Tuesday, April 19, 2022

we belong to our time and we share in its opinions, its feelings, even its delusions

 --- Henri Matisse, Notes of a Painter, 1908, reproduced in Obelisk Art History

Closing paragraph

Rules have no existence outside of individuals: otherwise a good professor would be as great a genius as Racine. Any one of us is capable of repeating fine maxims, but few can also penetrate their meaning. I am ready to admit that from a study of the works of Raphael or Titian a more complete set of rules can be drawn than from the works of Manet or Renoir, but the rules followed by Manet and Renoir were those which suited their temperaments and I prefer the most minor of their paintings to all the work of those who are content to imitate the Venus of Urbino or the Madonna of the Goldfinch. These latter are of no value to anyone, for whether we want to or not, we belong to our time and we share in its opinions, its feelings, even its delusions. All artists bear the imprint of their time, but the great artists are those in whom this is most profoundly marked. Our epoch for instance is better represented by Courbet than by Flandrin, by Rodin better than by Frémiet. Whether we like it or not, however insistently we call ourselves exiles, between our period and ourselves an indissoluble bond is established, and M. Péladan himself cannot escape it. The aestheticians of the future may perhaps use his books as evidence if they get it in their heads to prove that no one of our time understood anything about the art of Leonardo da Vinci.

Monday, April 04, 2022

both parties are effectively minorities — but each continues to think it is on the verge of winning big

 --- Yuval Levin, Why do our politicians keep pursuing a losing strategy?, AEI blog, 29 Mar 2022

In context:

The very fact that voters are unhappy with both parties makes it hard for either one to take a hint from its electoral failures. Even more than polarization, it is the closeness of elections that has degraded the capacity of our democracy to respond to voter pressure. In an era of persistent, polarized deadlock, both parties are effectively minorities — but each continues to think it is on the verge of winning big.

His explanation:

You might think that two minority parties would each feel pressure to expand its coalition and become a majority, but actually both have behaved as if they were the rightful majorities already. Each finds ways to dismiss the other’s wins as narrow flukes and treat its own as massive triumphs.

This is sustainable only because elections are so close. Politicians learn big lessons from big losses or big wins, so neither of our parties has learned much in a long time, and neither can quite grasp that it just isn’t very popular and could easily lose the next election.

This dynamic has many causes — from the advent of party primaries to the evolution of the media and much in between. Polarization doesn’t have to mean deadlock, but a long-term pattern of growing negative polarization, in which each party sees the other as the country’s biggest problem, creates incentives for the parties to seek narrower but ideologically purer wins rather than build broader if less ideologically coherent coalitions.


Exercise instructions |
Your answer must be every line of the data below that holds the string "plus", copied exactly.

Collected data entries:
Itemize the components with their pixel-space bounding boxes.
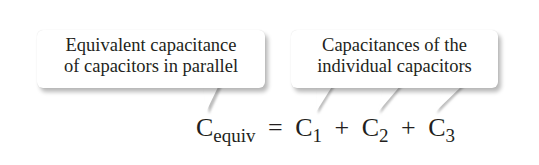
equals-sign: =: [268, 113, 283, 142]
right-callout-tail-c2: [378, 85, 403, 114]
c3-subscript: 3: [446, 125, 456, 146]
c2-symbol: C: [362, 113, 379, 142]
c3-symbol: C: [428, 113, 445, 142]
plus-sign-2: +: [401, 113, 416, 142]
callout-left-line-1: Equivalent capacitance: [43, 35, 259, 56]
c1-subscript: 1: [313, 125, 323, 146]
c-equiv-symbol: C: [196, 113, 213, 142]
callout-right-line-1: Capacitances of the: [297, 35, 492, 56]
right-callout-tail-c1: [316, 85, 335, 114]
equivalent-capacitance-callout: Equivalent capacitance of capacitors in …: [37, 30, 265, 88]
right-callout-tail-c3: [435, 85, 465, 114]
left-callout-tail: [203, 85, 222, 114]
individual-capacitances-callout: Capacitances of the individual capacitor…: [291, 30, 498, 88]
parallel-capacitance-equation: Cequiv = C1 + C2 + C3: [196, 113, 455, 143]
c2-subscript: 2: [379, 125, 389, 146]
c-equiv-subscript: equiv: [213, 125, 255, 146]
plus-sign-1: +: [335, 113, 350, 142]
callout-left-line-2: of capacitors in parallel: [43, 56, 259, 77]
c1-symbol: C: [295, 113, 312, 142]
callout-right-line-2: individual capacitors: [297, 56, 492, 77]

Reply to the exercise |
plus-sign-2: +: [401, 113, 416, 142]
plus-sign-1: +: [335, 113, 350, 142]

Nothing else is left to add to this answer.